When I was in my fifth (and finaI) year at NLS, I had to take a call on whether to take the corporate route, the litigation route, or the policy route. Instead, I decided to go full-time with ‘OutLawed’ straight out of University. I was lucky enough to have people from NLS join me full time, which was a really big show of faith. This was going to be their first job as well as mine.

Just being from the NLS community is so helpful. Our first supporters and mentors were all NLS alumni. Their support really helped shape what ‘OutLawed’ is today. So, with that support we went into it full time.

What is the long-term vision for OutLawed? What do you hope to achieve in the years ahead?

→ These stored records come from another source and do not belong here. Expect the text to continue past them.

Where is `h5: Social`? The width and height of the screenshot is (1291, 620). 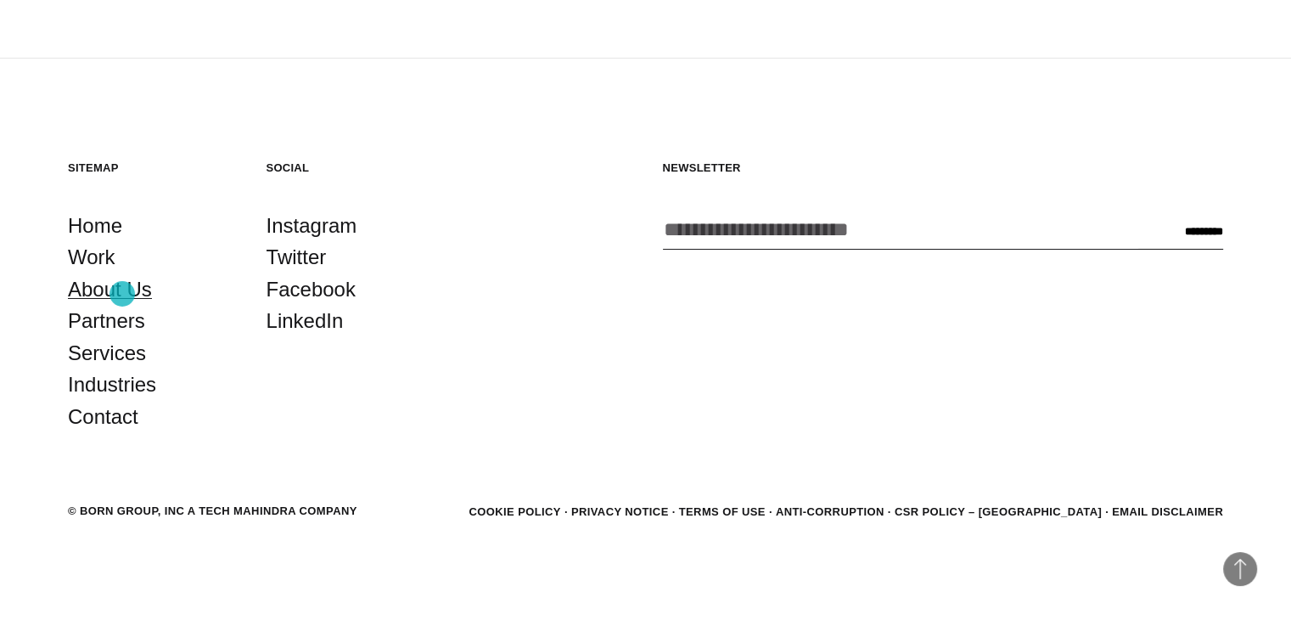
h5: Social is located at coordinates (349, 167).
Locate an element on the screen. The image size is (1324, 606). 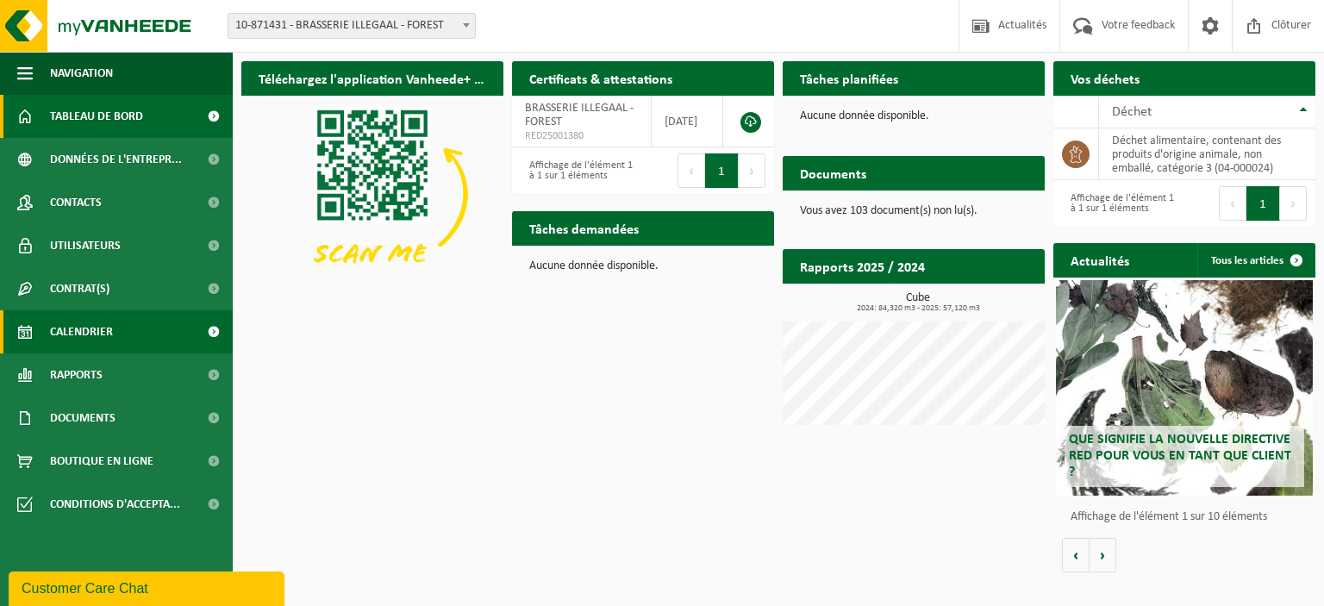
span: BRASSERIE ILLEGAAL - FOREST is located at coordinates (579, 115).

Shortly after we went full time into ‘OutLawed’, we had the idea to start training members from underserved communities as paralegals, or as we call them, ‘Nyaaya Mitras.’ These individuals are trained in regional languages and they’re from the communities they serve. Our paralegals are migrants, domestic workers, factory workers, and belong to gender and sexual minorities. They are trained to provide the first point of contact for legal services. This could range from registering an FIR, or a DIR in a domestic violence case; securing an RTC (Record of Rights, Tenancy, and Crops) or khata (document that confirms the property’s legality and its status) from the sub-registrar’s office; to drafting a legal notice to your employer if they haven’t paid your wages on time.

What we hope our ‘Nyaaya Mitras’ will do is provide localised and contextual legal aid in regional languages by functioning as friendly neighbourhood paralegals. Essentially taking the law out of courts and into the homes of people who need it the most. Over the last six months, our Nyaaya Mitras have worked with over 2500 individuals; navigating complex issues from domestic violence and child sexual abuse to community level issues like water access and evictions.

We envision that one day our paralegals can be the equivalent of ASHA (Accredited Social Health Activists) workers in the law, who will work at that scale, at that engagement, at both the state and national level.

Is there a message you have for law students?

We need so many more initiatives to come out of law schools if we’re going to solve issues involving access to justice. However, students will need foundational support in order to do this, and I’m excited to pass on the baton to the next generation. I’m so hopeful at the kind of innovation that I know law students are capable of!

View the Forbes Asia List of 30 Under 30 2025 here.